Articles
10 February 2021

Rates Spark: a few weeks of Goldilocks

The EUR reflation trade has scant fundamental drivers, but looks to have at least a few more weeks to go thanks to USD markets. Rising inflation swap rates should add steepening pressure on the nominal rate curve, and help sovereign spreads tighten. We extend our tightening target on 10Y Italy-Germany. 

Overnight: easy does it

Calm market conditions prevailed in overnight trading but with little changes in bond future prices. Stocks futures on the other hand continued recovering from yesterday morning's losses, leaving the improving risk sentiment trend intact in our view.

Although cautiously, the focus in Europe is turning to reopening plans. German federal and regional governments are discussing early March as a reopening date for some shops and hotels.

Reflation in the Eurozone, a few more weeks to go

If US and Eurozone markets were completely isolated from each other, we’d wager that no reflation trade would be happening this side of the Atlantic. The conclusion of a side by side comparison of the factors driving the reflation trade in the US and Eurozone is unequivocal in our view. Fiscal stimulus, Fed average inflation targeting, rapid vaccine rollout, are all drivers ‘made in America’. And yet, EUR interest rates and inflation swaps are content to rise alongside their USD peers, sometimes even outpacing them.

EUR 10s30s can steepen to 60bp, from 35b currently

Deeply negative real rates, the result of rising inflation swap rates and of more muted nominal interest rates, is a supportive backdrop for risk appetite. This state of play could last a few more weeks (or months at best) before one of two things happen. Either reflation expectations are proved correct and the risk of central banks tightening increase. Or they are proved wrong and inflation swap rates fall. Either way, real rates will rebound, by the end of Q2 is our best guess.

In the meantime, we expect 10Y Eurozone inflation swaps to reach the same peak as in 2018: 1.5%. This alone has important implications. If the relationship between inflation swaps and the slope of the EUR (nominal) swap curve still holds, this would imply EUR 10s30s can steepen to 60bp, from 35b currently.

Inflation swaps can rise further, and the nominal curve should steepen along 10s30s

Source: Refinitiv, ING
Refinitiv, ING

As most other risk assets, Italian bonds will benefit too

This also means the positive backdrop to risk assets will be maintained. Italy-Germany spreads have continued tightening in anticipation of Mario Draghi’s nomination as prime minister. As support from various parties to the former ECB president pour in, it is easy to overlook the contribution of negative real rates to ever tighter spreads. As long as inflation swap rise faster than Italian yields, markets will understand this as improving the country’s debt sustainability. It also reveals a degree of optimism (justified or not) about the recovery.

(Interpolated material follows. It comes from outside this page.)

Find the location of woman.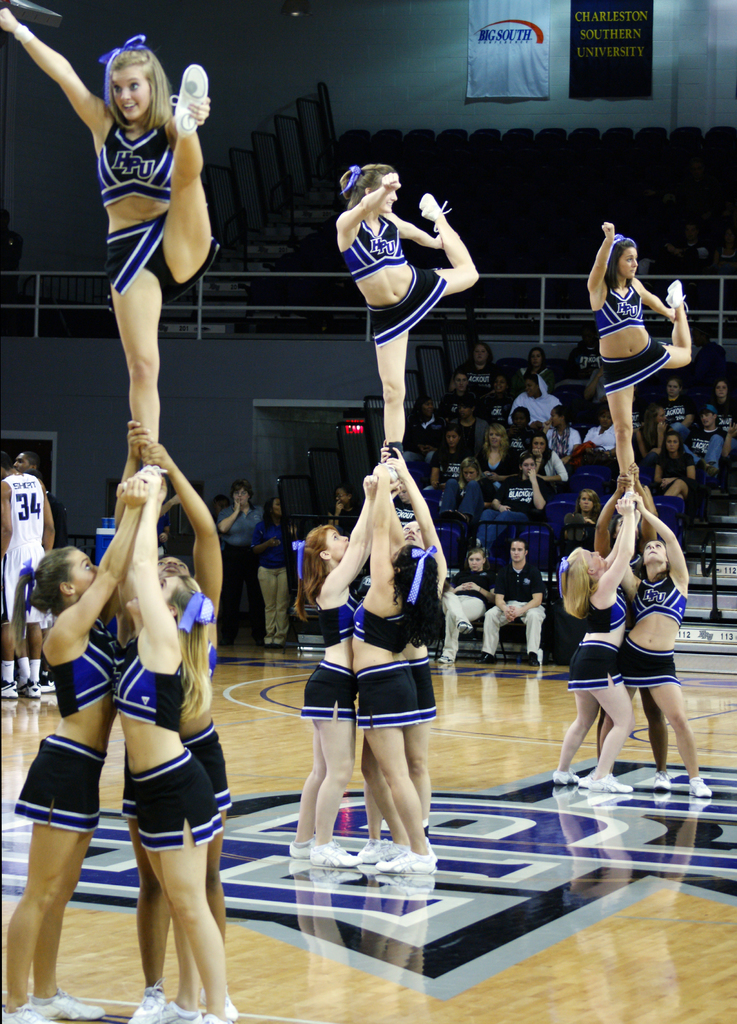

In short, momentum is on the side of tighter sovereign spreads. The 10Y Italy-Germany is now flirting with our 2021 target of 90bp (115bp at the time) and we feel the tightening move has time to extend to 75bp before real rates start rising again, and damage risk appetite. On the political front, a long period of stability, and the prospect of a credible plan to spend the EU recovery fund are enough for the feel good factor to continue into the scond quarter.

75bp

our new target for 10Y Italy-Germany

our previous target of 90bp is almost reached

Today’s events and market view

US CPI is the main release today. Our economics team expects inflation to climb abruptly towards the middle of this year. Not all drivers are durable, but it is enough for the Fed tapering debate to intensify next quarter. The release will act as a timely reminder of these dynamics, to which one needs to add the inflationary potential of additional fiscal stimulus being discussed this week in congress. As a reuslt we expect the progressive rates uptrend to resume today.

Pablo Hernandez de Cos, Fabio Panetta, and Christine Lagarde make up today’s ECB speakers list. Fed chair Jerome Powell is also scheduled to speak.

The US Treasury will auction $41bn 10Y T-notes and Germany €4bn 5Y Bobl.